In the north is the _zone of forests_, extending from the region of Moscow and Novgorod to the Arctic Circle. At the extreme southeast, north of the Caspian Sea and at the gateway leading into Asia, are the _Barren Steppes_, unsuited to agriculture or to civilized living; fit only for the raising of cattle and the existence of Asiatic nomads, who to this day make it their home.

Between these two extremes lie two other zones of extraordinary character, the _Black Lands_ and the _Arable Steppes_, or prairies.

The former zone, which is of immense extent, is covered with a deep bed of black mold of inexhaustible fertility, which without manure produces the richest harvests, and has done so since the time of Herodotus, at which period it was the granary of Athens and of Eastern Europe.

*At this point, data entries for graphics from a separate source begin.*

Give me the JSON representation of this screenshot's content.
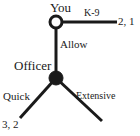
{
  "diagram": {
    "type": "extensive-form-game-tree",
    "nodes": [
      {
        "id": "root",
        "player_label": "You",
        "shape": "open-circle",
        "x": 56,
        "y": 22
      },
      {
        "id": "officer",
        "player_label": "Officer",
        "shape": "filled-circle",
        "x": 56,
        "y": 78
      }
    ],
    "edges": [
      {
        "id": "k9",
        "label": "K-9",
        "from": "root",
        "to_x": 117,
        "to_y": 22,
        "terminal": true,
        "payoff": "2, 1"
      },
      {
        "id": "allow",
        "label": "Allow",
        "from": "root",
        "to_x": 56,
        "to_y": 78,
        "terminal": false,
        "payoff": ""
      },
      {
        "id": "quick",
        "label": "Quick",
        "from": "officer",
        "to_x": 20,
        "to_y": 118,
        "terminal": true,
        "payoff": "3, 2"
      },
      {
        "id": "extensive",
        "label": "Extensive",
        "from": "officer",
        "to_x": 102,
        "to_y": 121,
        "terminal": true,
        "payoff": ""
      }
    ],
    "colors": {
      "line": "#1a1a1a",
      "text": "#1a1a1a",
      "node_fill_open": "#ffffff",
      "node_fill_closed": "#1a1a1a",
      "background": "#ffffff"
    }
  }
}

The companion zone, running parallel with this, known as the Arable Steppes, which nearly resembles the American prairies, is almost as remarkable as the Black Lands. Its soil, although fertile, has to be renewed. But an amazing vegetation covers this great area in summer with an ocean of verdure six or eight feet high, in which men and cattle may hide as in a forest. It is these two zones in the heart of Russia that have fed millions of people for centuries, which make her now one of the greatest compet.i.tors in the markets of the world.

It is easy to see the interdependence created by this specialization in production, and the economic necessity it has imposed for an undivided empire. The forest zone could not exist without the corn of the Black Lands and the Prairies, nor without the cattle of the Steppes. Nor could those treeless regions exist without the wood of the forests. So it is obvious that when Nature girdled this eastern half of Europe, she marked it for one vast empire; and when she covered those monotonous plateaus with a black mantle of extraordinary fertility, she decreed that the Russians should be an agricultural people. And when she created natural conditions unmitigated and unparalleled in severity, she ordained that this race of toilers should be patient and submissive under austerities; that their pulse should be set to a slow, even rhythm, in harmony with the low key in which Nature spoke to them.

It is impossible to say when an Asiatic stream began to pour into Europe over the arid steppes north of the Caspian. But we know that as early as the fifth century B. C. the Greeks had established trading stations on the northern sh.o.r.es of the Black Sea, and that these in the fourth century had become flouris.h.i.+ng colonies through their trade with the motley races of barbarians that swarmed about that region, who by the Greeks were indiscriminately designated by the common name of Scythians.

The Greek colonists, who always carried with them their religion, their Homer, their love of beauty, and the arts of their mother cities, established themselves on and about the promontory of the Crimea, and built their city of Chersonesos where now is Sebastopol. They first entered into wars and then alliances with these Scythians, who served them as middle-men in trade with the tribes beyond, and in time a Graeco-Scythian state of the Bosphorus came into existence.

Herodotus in the fifth century wrote much about these so-called Scythians, whom he divides into the agricultural Scythians, presumably of the Black Lands, and the nomad Scythians, of the Barren Steppes.

His extravagant and fanciful pictures of those barbarians have long been studied by the curious; but light from an unexpected source has been thrown upon the subject, and Greek genius has rescued for us the type of humanity first known in Russia.